XXIII
Innovation in solar photovoltaic (PV) technology illustrates both the nonlinear nature of innovation and how the various innovation policies reviewed drive and shape it. PV was deployed with a compound annual growth rate of about 38 percent from 1998 to 2015, continually defying forecasts. PV diffusion spurred cost reductions through ‘learning by doing’, scale economies and R&D, and also lower profit margins through increasing competition, which in turn stimulated further deployment of ever- cheaper systems. From 1975 to 2016, PV module prices fell by about 99.5 percent, and every doubling of installed capacity coincided with a 20 percent drop in costs. Public innovation policies were, and continue to be, crucial for this process across the innovation chain.
3. Green policies must set a direction for the whole economy, not for each sector separately.
4. Mission-oriented innovation is useful for stimulating investment and innovation across different parts of the economy to reach concrete, target-specific goals, such as X percent cost reduction in a specific low- carbon technology, by a specific date.
5. Policy instruments need to be structured to mobilize actors through bottom-up exploration and participation. All these policies benefit from a long- term design horizon that creates certainty for private finance to be crowded in.
While these principles apply to countries at any stage of economic development, a country’s financial resources and technological capacity determine what types of concrete policies are most appropriate.
Several key issues need to be considered when introducing carbon pricing and phasing out fossil energy subsidies with the aim of reducing carbon emissions. These issues, along with possible ways of addressing them, are illustrated in figure ES.6 below. Embedding carbon pricing in fiscal reform packages that are progressive, equitable and socially acceptable, and incentivizing investment in new and job-creating industries is essential. It is instructive for policymakers to reflect on experience with other environmental fiscal reforms, where positively worded narratives, transparent communication, engagement with stakeholders and appropriate compensation have often helped overcome political and popular resistance to policies that increase fossil energy prices.

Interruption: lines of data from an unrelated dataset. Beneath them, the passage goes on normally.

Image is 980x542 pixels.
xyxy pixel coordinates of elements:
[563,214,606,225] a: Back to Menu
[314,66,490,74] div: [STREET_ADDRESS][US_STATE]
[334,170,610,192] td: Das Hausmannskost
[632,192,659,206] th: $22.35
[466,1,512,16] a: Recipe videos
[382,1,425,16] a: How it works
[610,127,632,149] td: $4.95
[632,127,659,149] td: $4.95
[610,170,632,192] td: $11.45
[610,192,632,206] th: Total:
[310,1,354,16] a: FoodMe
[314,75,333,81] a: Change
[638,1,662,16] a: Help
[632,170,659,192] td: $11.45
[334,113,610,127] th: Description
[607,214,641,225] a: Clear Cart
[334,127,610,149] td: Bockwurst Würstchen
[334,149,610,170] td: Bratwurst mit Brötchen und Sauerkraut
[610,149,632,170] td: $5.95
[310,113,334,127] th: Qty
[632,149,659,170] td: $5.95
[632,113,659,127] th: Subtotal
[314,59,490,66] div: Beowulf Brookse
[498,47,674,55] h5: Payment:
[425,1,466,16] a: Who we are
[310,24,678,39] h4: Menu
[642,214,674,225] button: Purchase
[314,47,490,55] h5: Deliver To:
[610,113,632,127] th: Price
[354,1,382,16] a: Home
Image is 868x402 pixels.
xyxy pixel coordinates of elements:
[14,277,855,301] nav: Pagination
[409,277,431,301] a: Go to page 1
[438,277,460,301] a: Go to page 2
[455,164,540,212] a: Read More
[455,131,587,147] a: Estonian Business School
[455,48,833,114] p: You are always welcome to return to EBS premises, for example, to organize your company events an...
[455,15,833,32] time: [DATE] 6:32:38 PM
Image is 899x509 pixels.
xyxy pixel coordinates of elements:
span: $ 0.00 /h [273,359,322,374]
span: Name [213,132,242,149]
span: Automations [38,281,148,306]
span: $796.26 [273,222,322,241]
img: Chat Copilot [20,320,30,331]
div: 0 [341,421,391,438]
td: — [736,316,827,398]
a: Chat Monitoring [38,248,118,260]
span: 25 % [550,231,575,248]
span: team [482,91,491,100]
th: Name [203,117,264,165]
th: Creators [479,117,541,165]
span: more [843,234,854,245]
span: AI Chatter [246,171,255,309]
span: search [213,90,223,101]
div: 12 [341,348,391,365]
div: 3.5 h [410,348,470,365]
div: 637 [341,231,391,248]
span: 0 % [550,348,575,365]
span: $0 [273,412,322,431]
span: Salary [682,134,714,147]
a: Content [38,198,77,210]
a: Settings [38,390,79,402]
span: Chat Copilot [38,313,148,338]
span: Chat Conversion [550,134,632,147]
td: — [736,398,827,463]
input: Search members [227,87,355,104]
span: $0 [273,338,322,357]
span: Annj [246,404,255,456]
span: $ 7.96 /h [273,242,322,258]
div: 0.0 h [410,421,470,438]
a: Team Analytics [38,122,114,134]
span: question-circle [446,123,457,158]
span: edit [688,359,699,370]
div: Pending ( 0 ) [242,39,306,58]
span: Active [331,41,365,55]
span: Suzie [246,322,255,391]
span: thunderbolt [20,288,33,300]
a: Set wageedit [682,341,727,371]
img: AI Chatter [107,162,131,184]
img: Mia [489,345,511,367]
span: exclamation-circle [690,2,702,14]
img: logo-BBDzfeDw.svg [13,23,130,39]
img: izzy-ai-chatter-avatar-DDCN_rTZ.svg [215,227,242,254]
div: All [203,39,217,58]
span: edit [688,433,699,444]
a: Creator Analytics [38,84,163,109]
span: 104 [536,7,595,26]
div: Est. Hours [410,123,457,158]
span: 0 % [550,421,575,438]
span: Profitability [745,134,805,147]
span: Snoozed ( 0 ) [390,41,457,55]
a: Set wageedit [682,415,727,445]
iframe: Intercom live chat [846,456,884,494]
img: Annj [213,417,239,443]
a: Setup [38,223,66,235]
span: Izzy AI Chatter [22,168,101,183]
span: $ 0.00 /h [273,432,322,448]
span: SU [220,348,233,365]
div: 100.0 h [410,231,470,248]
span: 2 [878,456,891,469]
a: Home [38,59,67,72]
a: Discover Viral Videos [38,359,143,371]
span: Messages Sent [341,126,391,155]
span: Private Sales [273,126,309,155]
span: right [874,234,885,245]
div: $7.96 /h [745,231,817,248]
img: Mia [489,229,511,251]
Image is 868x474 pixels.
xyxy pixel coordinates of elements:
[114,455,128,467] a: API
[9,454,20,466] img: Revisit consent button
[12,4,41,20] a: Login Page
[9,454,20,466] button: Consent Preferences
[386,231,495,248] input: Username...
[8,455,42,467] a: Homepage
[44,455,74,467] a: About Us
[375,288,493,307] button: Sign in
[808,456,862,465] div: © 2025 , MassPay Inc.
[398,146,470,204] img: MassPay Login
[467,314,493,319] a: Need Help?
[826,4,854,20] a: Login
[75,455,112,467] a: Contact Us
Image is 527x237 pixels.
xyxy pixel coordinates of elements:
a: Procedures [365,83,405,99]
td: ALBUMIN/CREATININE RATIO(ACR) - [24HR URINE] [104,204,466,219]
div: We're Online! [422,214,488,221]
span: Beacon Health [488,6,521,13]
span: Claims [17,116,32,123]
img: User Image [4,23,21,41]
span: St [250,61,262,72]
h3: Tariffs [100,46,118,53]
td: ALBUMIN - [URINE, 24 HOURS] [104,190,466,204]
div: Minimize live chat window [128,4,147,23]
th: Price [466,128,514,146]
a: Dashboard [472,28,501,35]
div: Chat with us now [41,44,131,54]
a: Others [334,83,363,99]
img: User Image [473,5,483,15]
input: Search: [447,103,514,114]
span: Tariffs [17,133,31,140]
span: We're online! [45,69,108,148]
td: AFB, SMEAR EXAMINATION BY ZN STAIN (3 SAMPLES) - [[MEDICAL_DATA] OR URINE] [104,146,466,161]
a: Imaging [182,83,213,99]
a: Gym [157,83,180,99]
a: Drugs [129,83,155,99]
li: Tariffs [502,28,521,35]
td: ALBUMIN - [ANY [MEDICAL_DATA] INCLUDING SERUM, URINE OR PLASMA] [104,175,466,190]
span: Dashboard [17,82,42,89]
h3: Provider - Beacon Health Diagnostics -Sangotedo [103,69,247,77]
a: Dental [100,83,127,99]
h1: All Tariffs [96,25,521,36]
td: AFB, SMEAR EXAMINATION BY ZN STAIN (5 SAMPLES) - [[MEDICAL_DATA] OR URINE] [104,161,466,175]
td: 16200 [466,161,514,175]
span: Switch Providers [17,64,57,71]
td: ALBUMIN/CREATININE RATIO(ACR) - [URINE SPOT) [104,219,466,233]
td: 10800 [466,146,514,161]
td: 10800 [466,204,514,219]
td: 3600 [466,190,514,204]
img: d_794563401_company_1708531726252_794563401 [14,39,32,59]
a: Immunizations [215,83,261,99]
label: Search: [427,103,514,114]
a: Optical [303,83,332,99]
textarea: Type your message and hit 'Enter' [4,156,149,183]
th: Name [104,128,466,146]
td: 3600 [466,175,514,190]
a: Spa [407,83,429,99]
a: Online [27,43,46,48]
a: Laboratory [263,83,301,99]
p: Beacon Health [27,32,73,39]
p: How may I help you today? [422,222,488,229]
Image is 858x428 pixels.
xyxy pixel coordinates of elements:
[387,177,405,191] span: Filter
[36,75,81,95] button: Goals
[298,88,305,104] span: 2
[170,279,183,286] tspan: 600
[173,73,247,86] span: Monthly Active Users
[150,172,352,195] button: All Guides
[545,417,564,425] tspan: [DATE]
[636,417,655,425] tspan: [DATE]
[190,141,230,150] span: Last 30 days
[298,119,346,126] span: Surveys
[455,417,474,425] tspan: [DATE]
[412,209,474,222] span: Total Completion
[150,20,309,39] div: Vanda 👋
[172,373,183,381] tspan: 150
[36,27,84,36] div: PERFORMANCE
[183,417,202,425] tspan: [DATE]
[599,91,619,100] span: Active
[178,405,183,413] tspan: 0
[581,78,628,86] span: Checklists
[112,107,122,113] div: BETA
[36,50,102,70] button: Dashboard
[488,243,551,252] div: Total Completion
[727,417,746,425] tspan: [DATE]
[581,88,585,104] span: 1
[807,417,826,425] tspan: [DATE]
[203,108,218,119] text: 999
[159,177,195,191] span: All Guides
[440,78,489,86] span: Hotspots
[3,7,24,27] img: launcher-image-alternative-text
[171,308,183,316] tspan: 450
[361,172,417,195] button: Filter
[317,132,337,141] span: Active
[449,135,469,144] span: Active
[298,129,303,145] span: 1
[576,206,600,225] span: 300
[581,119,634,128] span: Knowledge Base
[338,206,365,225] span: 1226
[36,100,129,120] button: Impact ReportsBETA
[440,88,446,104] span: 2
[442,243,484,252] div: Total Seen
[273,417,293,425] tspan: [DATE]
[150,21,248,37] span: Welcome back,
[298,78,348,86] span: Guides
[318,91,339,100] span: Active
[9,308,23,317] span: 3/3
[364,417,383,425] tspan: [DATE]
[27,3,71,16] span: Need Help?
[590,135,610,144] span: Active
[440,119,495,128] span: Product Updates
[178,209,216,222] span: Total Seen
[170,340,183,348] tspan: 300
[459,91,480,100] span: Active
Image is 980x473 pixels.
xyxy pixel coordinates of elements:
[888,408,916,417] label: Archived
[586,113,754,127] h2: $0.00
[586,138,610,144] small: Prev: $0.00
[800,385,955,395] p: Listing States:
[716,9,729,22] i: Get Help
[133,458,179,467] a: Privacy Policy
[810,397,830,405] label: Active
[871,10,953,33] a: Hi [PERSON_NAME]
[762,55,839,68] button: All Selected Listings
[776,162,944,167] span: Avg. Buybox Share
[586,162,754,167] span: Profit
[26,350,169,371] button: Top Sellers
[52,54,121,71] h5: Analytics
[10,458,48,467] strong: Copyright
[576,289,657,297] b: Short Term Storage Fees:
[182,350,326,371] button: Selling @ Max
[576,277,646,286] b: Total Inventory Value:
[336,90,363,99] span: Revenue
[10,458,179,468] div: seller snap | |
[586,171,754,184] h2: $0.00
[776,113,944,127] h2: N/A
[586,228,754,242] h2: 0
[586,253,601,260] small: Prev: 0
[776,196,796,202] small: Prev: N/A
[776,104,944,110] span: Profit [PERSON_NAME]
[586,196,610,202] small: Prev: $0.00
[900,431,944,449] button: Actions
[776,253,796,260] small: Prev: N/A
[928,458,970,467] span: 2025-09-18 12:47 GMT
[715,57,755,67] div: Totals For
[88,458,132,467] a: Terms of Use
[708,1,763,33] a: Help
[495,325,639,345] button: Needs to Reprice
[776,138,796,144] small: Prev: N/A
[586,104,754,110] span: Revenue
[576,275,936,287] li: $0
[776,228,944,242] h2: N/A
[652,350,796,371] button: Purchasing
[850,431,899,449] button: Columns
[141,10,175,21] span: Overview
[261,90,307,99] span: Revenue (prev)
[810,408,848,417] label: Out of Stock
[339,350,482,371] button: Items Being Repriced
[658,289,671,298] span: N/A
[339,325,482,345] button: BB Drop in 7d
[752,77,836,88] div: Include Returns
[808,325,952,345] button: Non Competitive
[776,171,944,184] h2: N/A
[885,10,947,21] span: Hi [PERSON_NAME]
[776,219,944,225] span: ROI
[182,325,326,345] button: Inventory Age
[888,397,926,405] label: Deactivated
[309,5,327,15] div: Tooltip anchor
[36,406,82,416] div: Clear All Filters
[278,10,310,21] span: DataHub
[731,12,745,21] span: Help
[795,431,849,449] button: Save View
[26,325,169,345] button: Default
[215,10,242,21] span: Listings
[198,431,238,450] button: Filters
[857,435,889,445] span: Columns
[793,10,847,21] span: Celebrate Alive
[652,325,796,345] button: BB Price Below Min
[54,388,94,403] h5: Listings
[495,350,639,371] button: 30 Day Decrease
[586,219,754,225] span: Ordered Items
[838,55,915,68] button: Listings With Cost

7. Accelerating innovation is a key component of any attempt to bridge the emissions gap, but it will not happen by itself. Combining innovation in the use of existing technologies and in behaviour with the promotion of investment in new technologies and market creation has the potential to radically transform societies and reduce their GHG emissions.
Based on an assessment of existing studies of what works, there are five key principles or ‘success factors’ that policymakers should consider when designing policies and programmes to accelerate low-carbon innovation:
1. Public organizations must be willing to take on the high, early-stage risk that private organizations shy away from.
2. At the mid-stage of the innovation chain, public organizations must be able to nurture feedback effects among different parts of the innovation landscape and help de-risk private investment in commercial-scale projects.
In addition to assessing the emissions gap, the Emissions Gap Reports cover opportunities for bridging the gap. Previous reports have demonstrated how proven policies and measures, if scaled up across countries and regions in terms of ambition, stringency and geographical reach can contribute to bridging the emissions gap, while supporting broader development goals. A summary of key areas and sectors covered in previous reports is provided at the back of this report.
In order to illustrate these rather abstract concepts, the global solar photovoltaic (PV) technology development is presented as a case example of how application of the various innovation policy components has been driving and shaping PV technology and market development, with different countries in the lead during different periods.
The PV experience cannot be applied as a universal model, but it illustrates the various innovation success factors and the vision, patience and long-term thinking often required. Indeed, it is useful to reflect on how commercially viable, low-carbon technologies, such as PV and on-shore wind turbines, achieved their present status, when thinking about what is needed to reach new goals. For example, how can we deliver on the need for commercially viable and sustainable batteries and other power-storage technologies to rapidly reduce global transport-sector emissions by 2030? What kind of political vision and combination of public and private resources, at what scale, should be agreed upon and committed to in order to make this happen?